The metropolitan government's current effort is being run through the Tokyo Smart City Promotion Division, which sits inside the Bureau of General Affairs in the Shinjuku ward offices cluster on Nishi-Shinjuku. The division began a formal deduplication audit in October 2025, contracting a domestic IT firm to apply perceptual hashing — a technique that identifies visually similar images even when file names or metadata differ. The contract, according to procurement documents on the Tokyo Metropolitan Government website, was valued at approximately ¥87 million.

Seoul's Digital Mayor's Office began a comparable audit earlier, launching its Smart Seoul Data Hub image review in April 2024. City-level officials there have spoken publicly about clearing roughly 60 percent of redundant files from the hub's public-facing tourism and civic directories within 18 months. London's City Hall, through its London Datastore programme, adopted automated deduplication tools as early as 2022 and now publishes quarterly data-quality reports that count duplicate removal as a headline metric. Tokyo does not yet publish equivalent transparency reports, though the Smart City Promotion Division has indicated that a public dashboard is under development.

Singapore's Urban Redevelopment Authority integrated deduplication workflows directly into its GovTech image pipeline in 2023, meaning duplicates are flagged at the point of upload rather than cleaned retrospectively. That upstream approach is considered the current global benchmark by digital governance researchers and is the model Tokyo's division has said it wants to replicate by the end of fiscal year 2027.

What Comes Next for Residents and Visitors

For residents, the immediate effect of the current audit is limited but real. Ward-level websites in Minato and Shibuya — two of the wards with the heaviest tourism content loads — are expected to see updated image libraries by September 2026, based on the division's published project timeline. The Tokyo Metropolitan Government's main multilingual visitor portal, accessible at metro.tokyo.lg.jp, is scheduled for a full content refresh in the October-December quarter.

Businesses that rely on the city's freely licensed image libraries — small hotels in Asakusa, event organisers in Koenji, restaurant guides covering the Yanaka neighbourhood — should audit any images they have downloaded and reused from official sources before the refresh goes live. Files that have been flagged as duplicates in the backend will not necessarily be removed from third-party sites automatically.

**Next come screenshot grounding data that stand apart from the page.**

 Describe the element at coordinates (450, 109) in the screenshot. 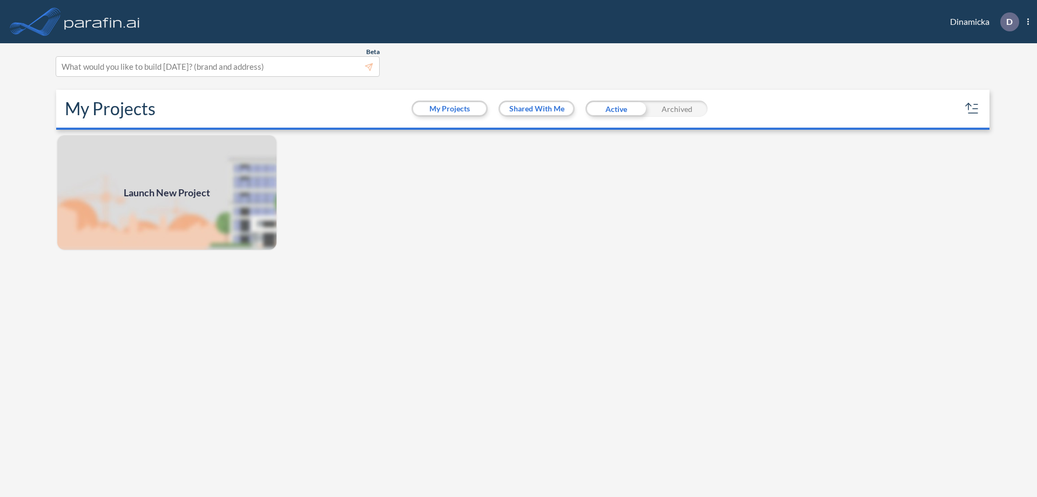

I see `button: My Projects` at that location.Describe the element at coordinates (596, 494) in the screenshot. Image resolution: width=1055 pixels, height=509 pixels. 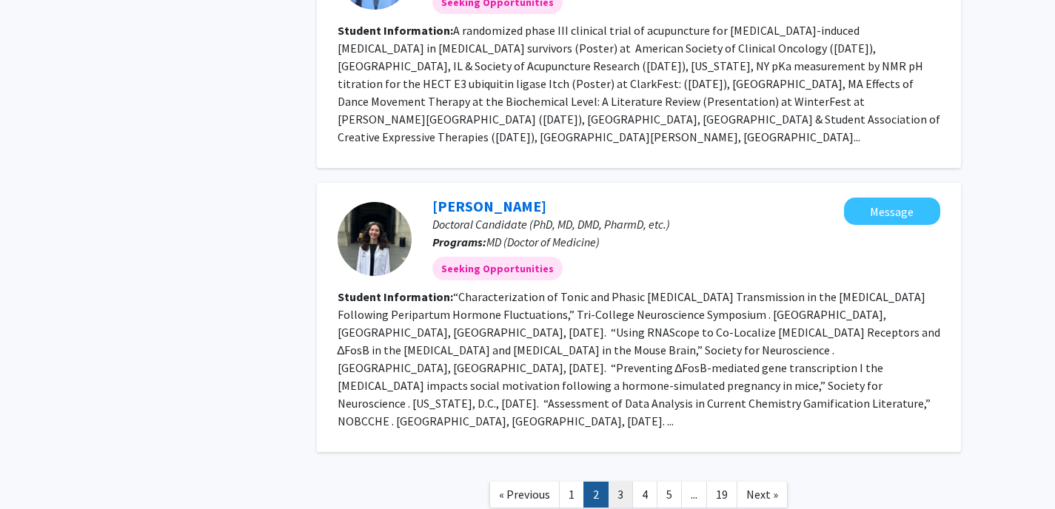
I see `a: 2` at that location.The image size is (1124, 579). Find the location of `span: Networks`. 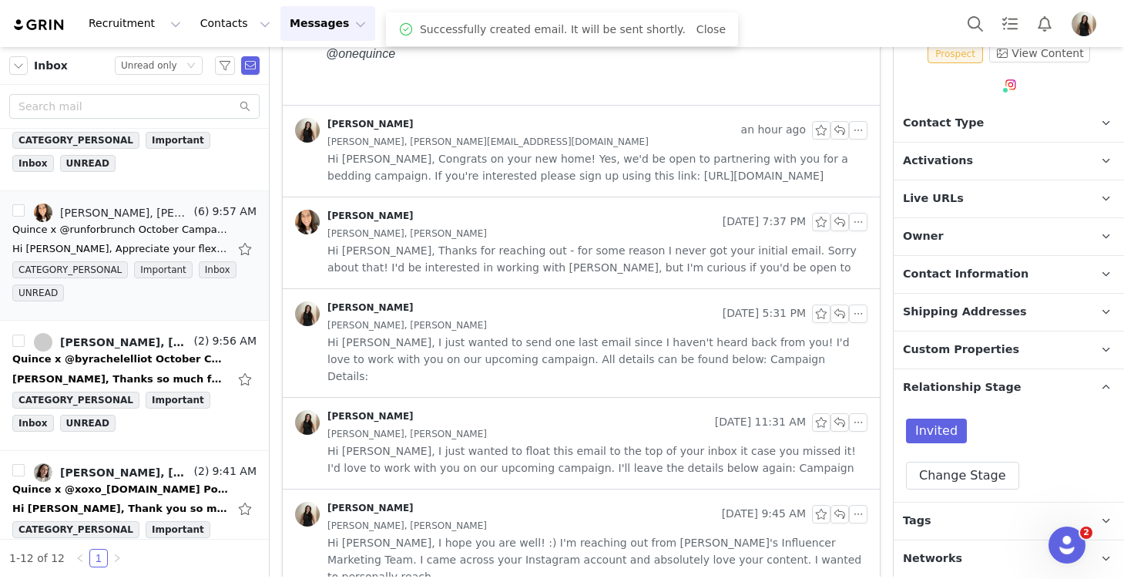

span: Networks is located at coordinates (932, 559).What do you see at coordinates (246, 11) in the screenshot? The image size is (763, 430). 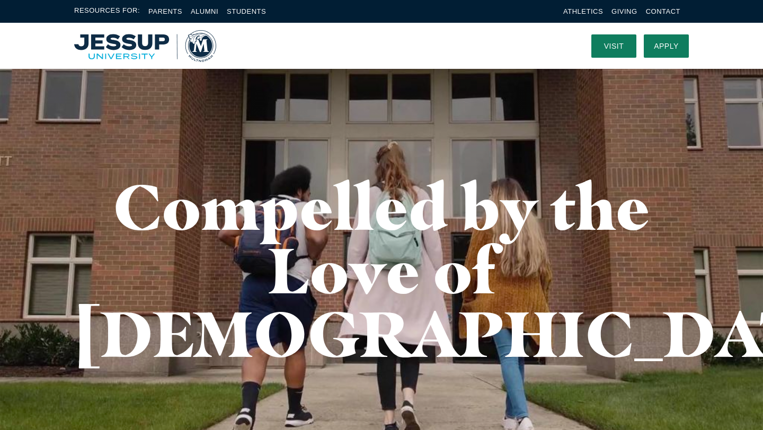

The broader challenge is governance, not technology. Tokyo's data sits across at least a dozen separate bureau-level systems that were built at different times and do not share a common taxonomy. Until those systems talk to each other, any deduplication exercise will remain a periodic cleanup rather than an ongoing discipline — which is precisely where London and Singapore currently have the structural advantage.